=== Task objective ===
Retype the records in full, exactly as they stand.

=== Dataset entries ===
..............................

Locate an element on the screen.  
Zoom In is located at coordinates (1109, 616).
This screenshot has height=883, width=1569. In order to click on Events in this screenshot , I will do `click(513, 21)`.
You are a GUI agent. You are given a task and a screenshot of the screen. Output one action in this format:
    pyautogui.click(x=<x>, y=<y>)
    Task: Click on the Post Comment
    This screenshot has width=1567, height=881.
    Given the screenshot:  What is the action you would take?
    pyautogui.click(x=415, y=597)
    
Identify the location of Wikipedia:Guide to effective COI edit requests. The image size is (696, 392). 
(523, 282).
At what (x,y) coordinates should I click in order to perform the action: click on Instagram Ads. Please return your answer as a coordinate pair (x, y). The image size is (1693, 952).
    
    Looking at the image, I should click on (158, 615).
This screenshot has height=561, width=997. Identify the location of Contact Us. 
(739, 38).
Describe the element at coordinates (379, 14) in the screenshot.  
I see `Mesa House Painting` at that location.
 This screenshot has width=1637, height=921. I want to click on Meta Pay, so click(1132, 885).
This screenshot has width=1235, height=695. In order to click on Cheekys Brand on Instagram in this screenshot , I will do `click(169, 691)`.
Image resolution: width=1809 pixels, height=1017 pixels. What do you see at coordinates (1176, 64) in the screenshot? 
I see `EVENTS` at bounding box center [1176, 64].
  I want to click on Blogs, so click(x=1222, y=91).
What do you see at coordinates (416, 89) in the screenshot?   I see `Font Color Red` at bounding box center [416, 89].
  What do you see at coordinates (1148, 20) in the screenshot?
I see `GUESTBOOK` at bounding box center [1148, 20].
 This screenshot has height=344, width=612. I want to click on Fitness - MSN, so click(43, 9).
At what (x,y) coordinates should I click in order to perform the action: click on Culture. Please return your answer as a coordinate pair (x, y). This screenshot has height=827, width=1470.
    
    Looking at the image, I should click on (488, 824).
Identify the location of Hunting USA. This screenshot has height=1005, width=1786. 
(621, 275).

..............................

=== Response below ===
Locate an element on the screen.  
Zoom In is located at coordinates (1109, 616).
This screenshot has height=883, width=1569. In order to click on Events in this screenshot , I will do `click(513, 21)`.
You are a GUI agent. You are given a task and a screenshot of the screen. Output one action in this format:
    pyautogui.click(x=<x>, y=<y>)
    Task: Click on the Post Comment
    This screenshot has width=1567, height=881.
    Given the screenshot:  What is the action you would take?
    pyautogui.click(x=415, y=597)
    
Identify the location of Wikipedia:Guide to effective COI edit requests. The image size is (696, 392). 
(523, 282).
At what (x,y) coordinates should I click in order to perform the action: click on Instagram Ads. Please return your answer as a coordinate pair (x, y). The image size is (1693, 952).
    
    Looking at the image, I should click on (158, 615).
This screenshot has height=561, width=997. Identify the location of Contact Us. 
(739, 38).
Describe the element at coordinates (379, 14) in the screenshot.  
I see `Mesa House Painting` at that location.
 This screenshot has width=1637, height=921. I want to click on Meta Pay, so click(1132, 885).
This screenshot has width=1235, height=695. In order to click on Cheekys Brand on Instagram in this screenshot , I will do `click(169, 691)`.
Image resolution: width=1809 pixels, height=1017 pixels. What do you see at coordinates (1176, 64) in the screenshot? 
I see `EVENTS` at bounding box center [1176, 64].
  I want to click on Blogs, so click(x=1222, y=91).
What do you see at coordinates (416, 89) in the screenshot?   I see `Font Color Red` at bounding box center [416, 89].
  What do you see at coordinates (1148, 20) in the screenshot?
I see `GUESTBOOK` at bounding box center [1148, 20].
 This screenshot has height=344, width=612. I want to click on Fitness - MSN, so click(43, 9).
At what (x,y) coordinates should I click in order to perform the action: click on Culture. Please return your answer as a coordinate pair (x, y). This screenshot has height=827, width=1470.
    
    Looking at the image, I should click on (488, 824).
Identify the location of Hunting USA. This screenshot has height=1005, width=1786. 
(621, 275).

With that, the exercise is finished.